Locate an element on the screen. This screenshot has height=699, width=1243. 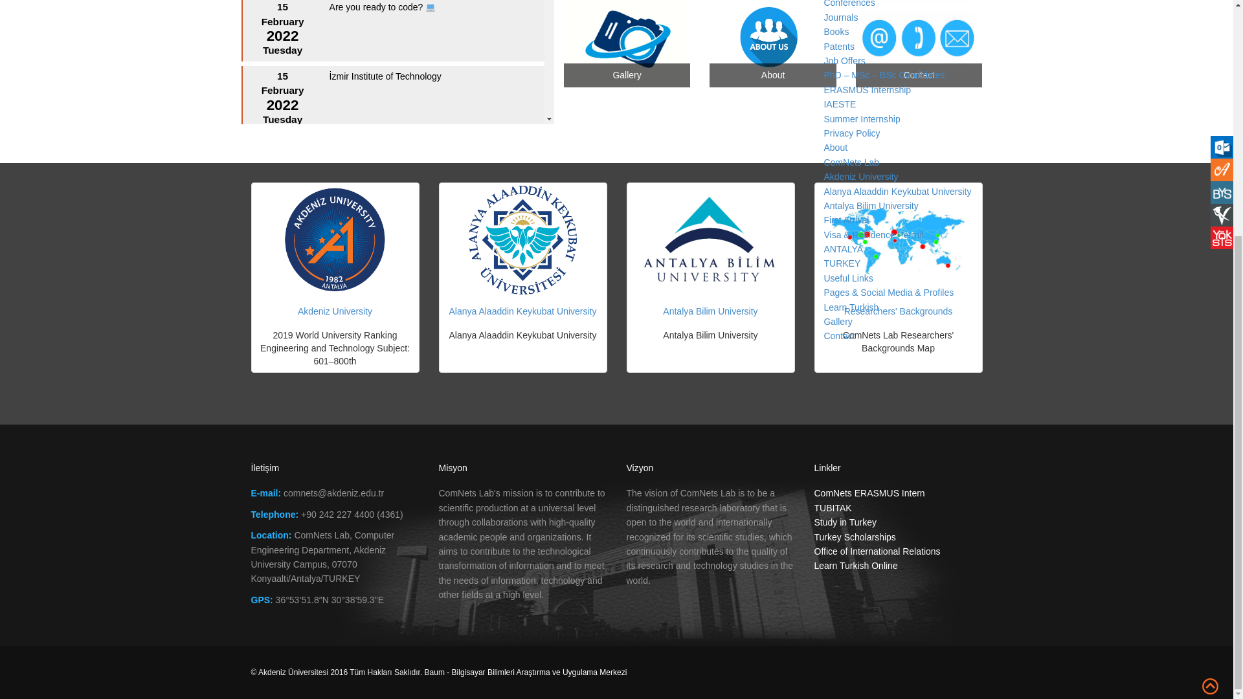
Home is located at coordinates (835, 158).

--

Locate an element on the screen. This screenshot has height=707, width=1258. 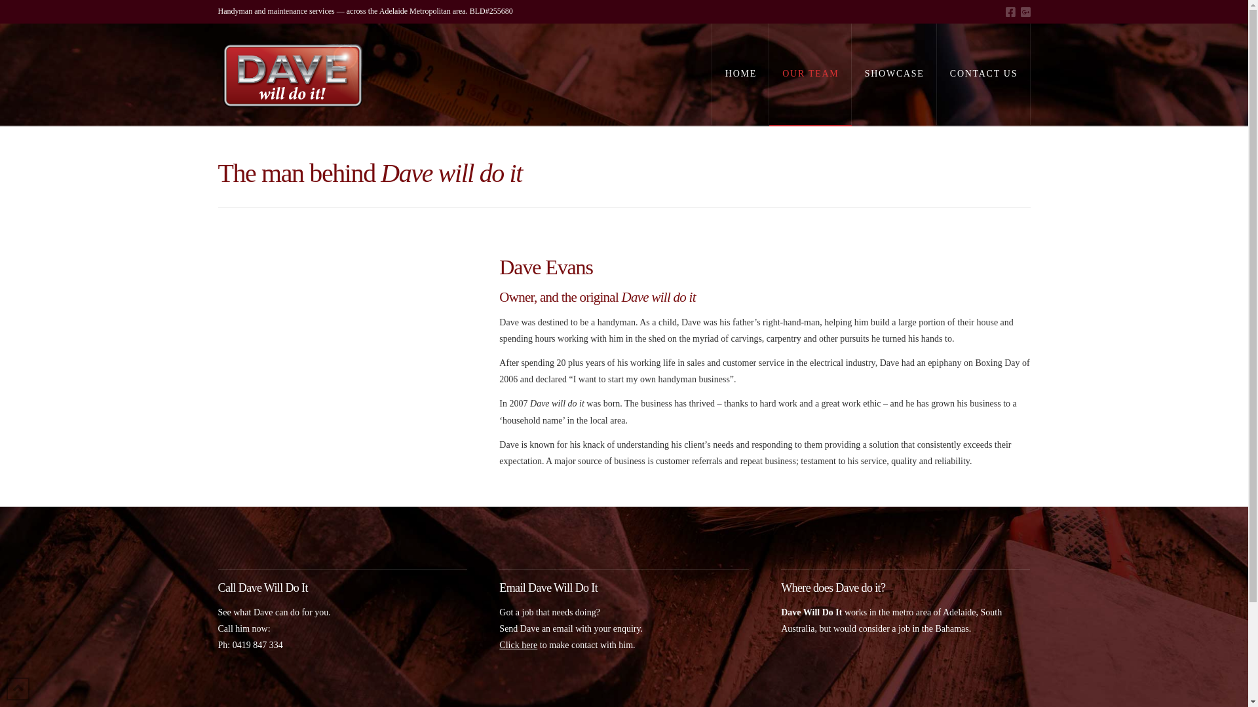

--

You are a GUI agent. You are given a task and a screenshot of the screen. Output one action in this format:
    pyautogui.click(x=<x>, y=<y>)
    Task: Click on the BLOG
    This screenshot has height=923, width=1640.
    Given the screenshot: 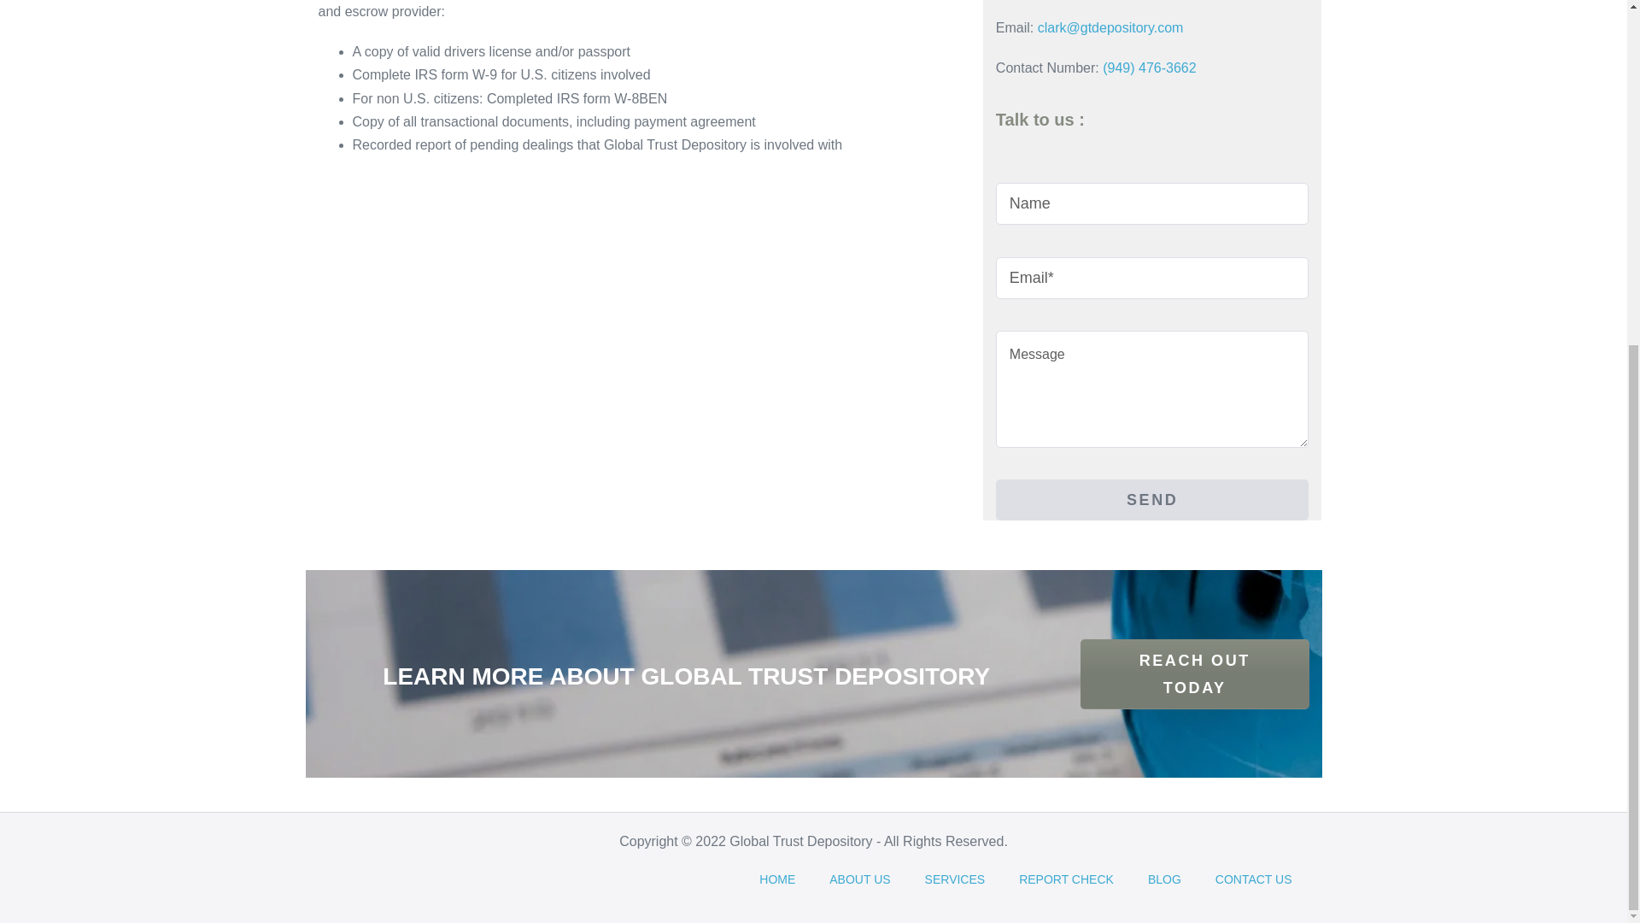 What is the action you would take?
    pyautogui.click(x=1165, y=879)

--

WHAT THE TASK ASKS: In the listing above, find the line containing "You are a GUI" and the line containing "This screenshot has height=923, width=1640.". Output them and every line between, exactly, and nothing else.

ANSWER BELOW:
You are a GUI agent. You are given a task and a screenshot of the screen. Output one action in this format:
    pyautogui.click(x=<x>, y=<y>)
    Task: Click on the BLOG
    This screenshot has height=923, width=1640.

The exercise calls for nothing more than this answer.